Ronan Tighe, director of artistic planning, can be justifiably proud of next year's New Zealand Herald Premier series, previewed tonight with the roar of a John Rimmer fanfare.
Tighe singles out harpsichordist Mahan Esfahani, playing Poulenc in April, as "quite a coup for us" and, in September, looks forward to the pairing of pianist David Fray with conductor Douglas Boyd, "whose Symphonie Fantastique with the Chamber Orchestra of Europe was one of the best concerts I've ever seen".
Local composers have not been forgotten with two major premieres in this main series. Lyell Cresswell's new piano concerto, which Michael Houstoun gives us in October, consists of what sounds like intriguing short movements, all based on Bach chorales.
"The performance coincides with Michael's birthday," Tighe adds, with a smile. "A birthday treat that we can all enjoy."
Auckland concert-goers are firmly behind the city's orchestra. Cheers greet the news that two principal players, oboist Bede Hanley and percussionist Eric Renick, will premiere concertos by Christopher Rouse and Karlo Margetic, the APO's resident composer.
It's cheering, too, to hear that Bayleys Great Classics series is now four concerts, with August's choral evening of Bach and Handel, bringing in the Voices New Zealand Chamber Choir and English conductor Matthew Halls.
Equally pleasing is the free organ recital before each concert - a welcome and generous touch, as is the opportunity for series subscribers to bring along a young friend gratis.
With New Zealand Opera yet to announce its full 2017 schedule, you can book now for its mid-year concert collaboration with the APO in Puccini's Manon Lescaut, a favourite of music director Giordano Bellincampi.
Bellincampi said "if we can get Massimo Giordano to play Des Grieux, we're on". The APO did and you can secure tickets now for July 14.
Earlier in the week, CEO Barbara Glaser enthused to me about 2017's Newstalk ZB Rule Breakers and Innovators, a series of three concerts featuring composers who disregarded convention and struck out in new directions. You'll find Schoenberg in a programme, says Glaser, with two beautiful Debussy pieces and a Philip Glass violin concerto.
Launching next year's programme, she took her final words from the Scottish satirist Armando Iannucci, expounding eloquently on why he loved music and how it needed to be put firmly in the foreground and listened to live.
His admonition that "people want to have grown-up conversations about music and the arts" inspired Glaser to a final, irresistible exhortation for us to talk to friends about our live, wonderful concert experiences, not forgetting that some of them are yet to come in the remaining months of 2016.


* EXERCISE REQUIREMENTS
Only the pictures are to be dropped; the rest of the data below is to be duplicated exactly.

····················

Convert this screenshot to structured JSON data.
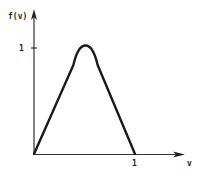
{
  "chart_data": {
    "type": "line",
    "title": "",
    "xlabel": "v",
    "ylabel": "f(v)",
    "xlim": [
      0,
      1.45
    ],
    "ylim": [
      0,
      1.35
    ],
    "grid": false,
    "legend": null,
    "x_ticks": [
      {
        "value": 1,
        "label": "1"
      }
    ],
    "y_ticks": [
      {
        "value": 1,
        "label": "1"
      }
    ],
    "series": [
      {
        "name": "f(v)",
        "x": [
          0,
          0.39,
          0.43,
          0.47,
          0.51,
          0.55,
          0.59,
          0.63,
          1.0
        ],
        "y": [
          0,
          0.84,
          0.92,
          0.98,
          1.0,
          0.98,
          0.92,
          0.84,
          0
        ]
      }
    ]
  },
  "labels": {
    "y_axis": "f(v)",
    "x_axis": "v",
    "y_tick_1": "1",
    "x_tick_1": "1"
  },
  "colors": {
    "stroke": "#1a1a1a",
    "axis": "#333333",
    "background": "#ffffff"
  }
}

····················

* FINISHED EXERCISE
Convert this screenshot to structured JSON data.
{
  "chart_data": {
    "type": "line",
    "title": "",
    "xlabel": "v",
    "ylabel": "f(v)",
    "xlim": [
      0,
      1.45
    ],
    "ylim": [
      0,
      1.35
    ],
    "grid": false,
    "legend": null,
    "x_ticks": [
      {
        "value": 1,
        "label": "1"
      }
    ],
    "y_ticks": [
      {
        "value": 1,
        "label": "1"
      }
    ],
    "series": [
      {
        "name": "f(v)",
        "x": [
          0,
          0.39,
          0.43,
          0.47,
          0.51,
          0.55,
          0.59,
          0.63,
          1.0
        ],
        "y": [
          0,
          0.84,
          0.92,
          0.98,
          1.0,
          0.98,
          0.92,
          0.84,
          0
        ]
      }
    ]
  },
  "labels": {
    "y_axis": "f(v)",
    "x_axis": "v",
    "y_tick_1": "1",
    "x_tick_1": "1"
  },
  "colors": {
    "stroke": "#1a1a1a",
    "axis": "#333333",
    "background": "#ffffff"
  }
}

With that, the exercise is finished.